Book Karaite Judaism

    Book Details:
  • Author : Meira Polliack
  • Publisher : BRILL
  • Release : 2016-07-18
  • ISBN : 9004294260
  • Pages : 1013 pages

Download or read book Karaite Judaism written by Meira Polliack and published by BRILL. This book was released on 2016-07-18 with total page 1013 pages. Available in PDF, EPUB and Kindle. Book excerpt: Karaism is a Jewish religious movement of a scripturalist and messianic nature, which emerged in the Middle Ages in the areas of Persia-Iraq and Palestine and has maintained its unique and varied forms of identity and existence until the present day, undergoing resurgent cycles of creativity, within its major geographical centres of the Middle-East, Byzantium-Turkey, the Crimea and Eastern Europe.
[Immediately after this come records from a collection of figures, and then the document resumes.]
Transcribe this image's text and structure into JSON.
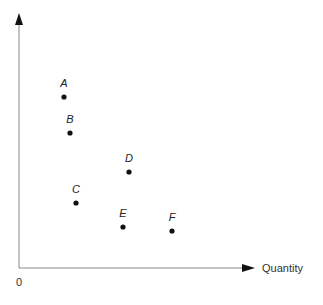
{
  "chart_data": {
    "type": "scatter",
    "title": "",
    "xlabel": "Quantity",
    "ylabel": "",
    "origin_label": "0",
    "grid": false,
    "points": [
      {
        "label": "A",
        "px": 64,
        "py": 97
      },
      {
        "label": "B",
        "px": 70,
        "py": 133
      },
      {
        "label": "C",
        "px": 76,
        "py": 203
      },
      {
        "label": "D",
        "px": 129,
        "py": 172
      },
      {
        "label": "E",
        "px": 123,
        "py": 227
      },
      {
        "label": "F",
        "px": 172,
        "py": 231
      }
    ]
  },
  "colors": {
    "axis": "#888888",
    "point": "#111111"
  }
}
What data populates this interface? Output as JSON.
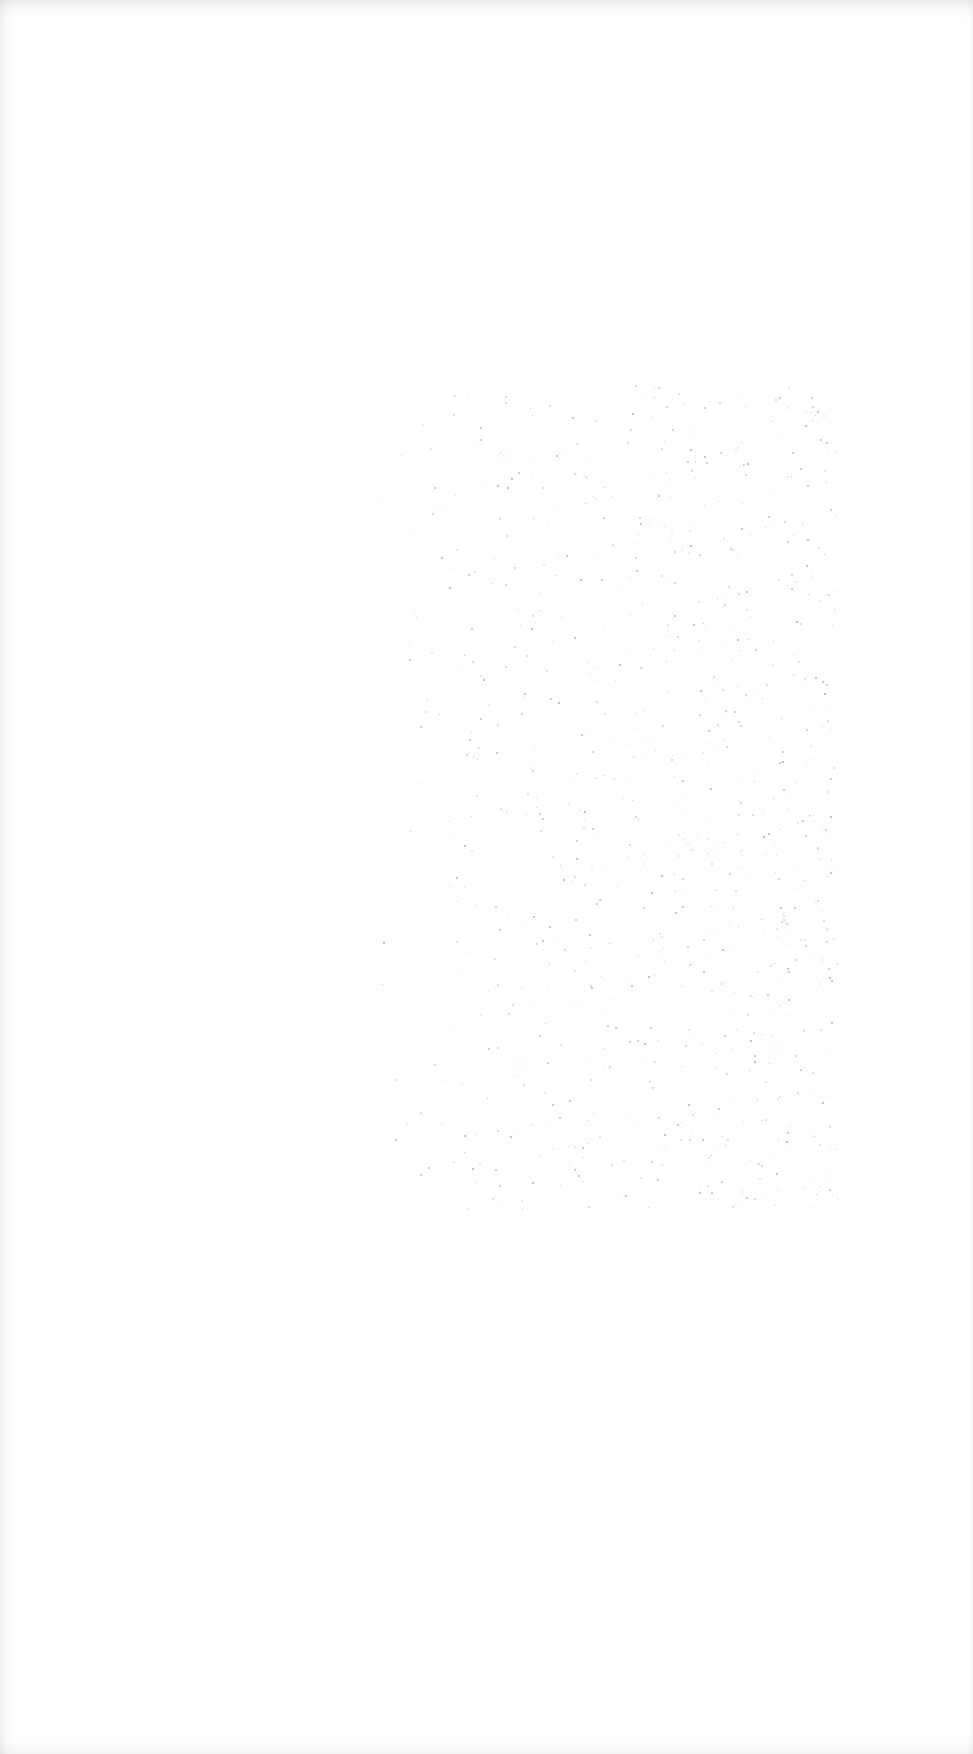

This Guide to Karaite Studies contains thirty-seven chapters which cover all the main areas of medieval and modern Karaite history and literature, including geographical and chronological subdivisions, and special sections devoted to the history of research, manuscripts and printing, as well as detailed bibliographies, index and illustrations. The substantial volume reflects the current state of scholarship in this rapidly growing sub-field of Jewish Studies, as analysed by an international team of experts and taught in various universities throughout Europe, Israel and the United States.